When I’m in a depressed period, I tell myself “It won’t be like this forever.” It’s a mantra that allows me to remember that there have been happier times before and there are happier times ahead. When I’m in the gravel, as I have been a lot this year, it’s hard for me to remember that it really won’t be like this forever. As much as I can tell myself that, it doesn’t often permeate the layers of stress and late nights and overdrawn bank accounts to get to the spot where I feel it’s really going to be better. Where I know it, without a doubt, where it’s a certainty in the very core of me.

It’s quite possible that nobody has that certainty I crave, or that I won’t ever have it myself. All I know is that right now, I’m in the gravel. I know a lot more than I did when I was young, but I’m beginning to realize that I know so very little. I’m trying to make decisions that are healthy and balanced, that will set me on the right path, but so often I feel like an impostor at the adult’s table.

 I wasn’t prepared for this, and I don’t know the way.

****

Tonight, I took another drive – this time, deliberately. I took my time, circling around town, relaxing into the shift and the clutch and the rumble. I rolled all the windows down, turned the music up, let my hand drift in the stiff wind. I did it because I wanted to, because a good drive at the end of a long week can fix a lot of things. The very first taste of fall nipped at my hands as the sun set, just a hint of coolness sneaking into the air. The moon rose, full and bright, reflecting off the trees on the rise.

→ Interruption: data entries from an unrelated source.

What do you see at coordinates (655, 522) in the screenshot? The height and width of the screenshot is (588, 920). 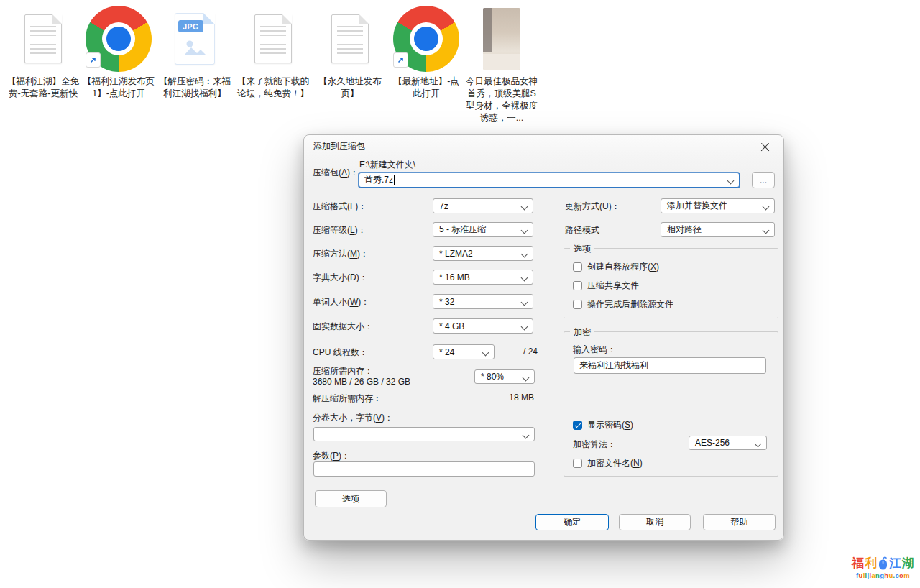 I see `cancel-button: 取消` at bounding box center [655, 522].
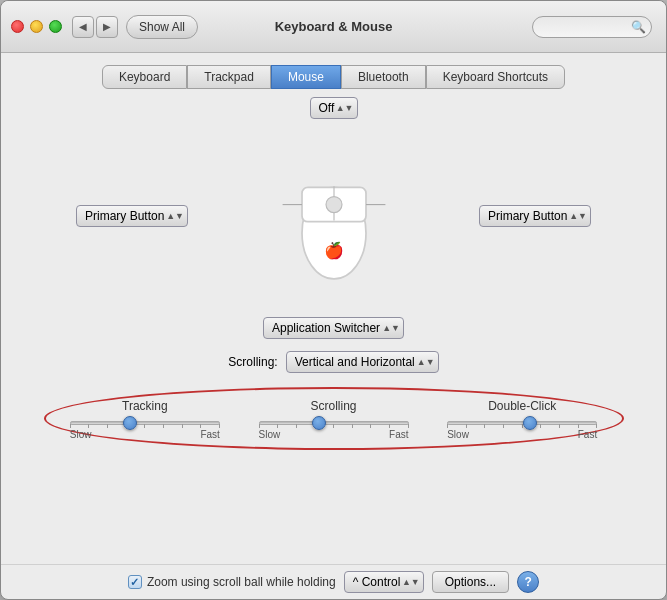  What do you see at coordinates (334, 108) in the screenshot?
I see `on-off-select-wrapper: Off ▲▼` at bounding box center [334, 108].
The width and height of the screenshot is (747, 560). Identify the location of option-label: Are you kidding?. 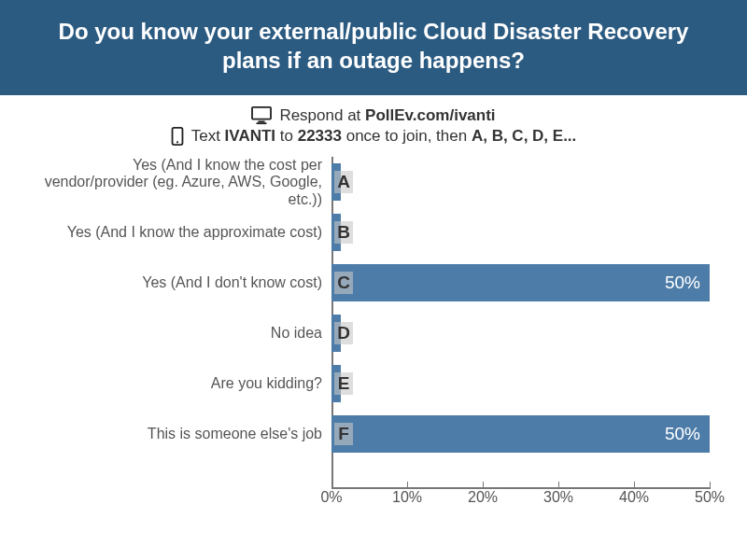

I drove just a little bit, because I need to save the gas until Tuesday, whereupon I will hand over a thick wad of ones to the gas station cashier and apologize sheepishly for using tip money, and they’ll say they understand, it’s what you have to do to get by. As I crested over the last freeway overpass before home, torquing the engine just enough to make the shift into fourth without a struggle, I let the wind whip my hair around my eyes. I let it whisper promises to me, and I let it carry me toward home.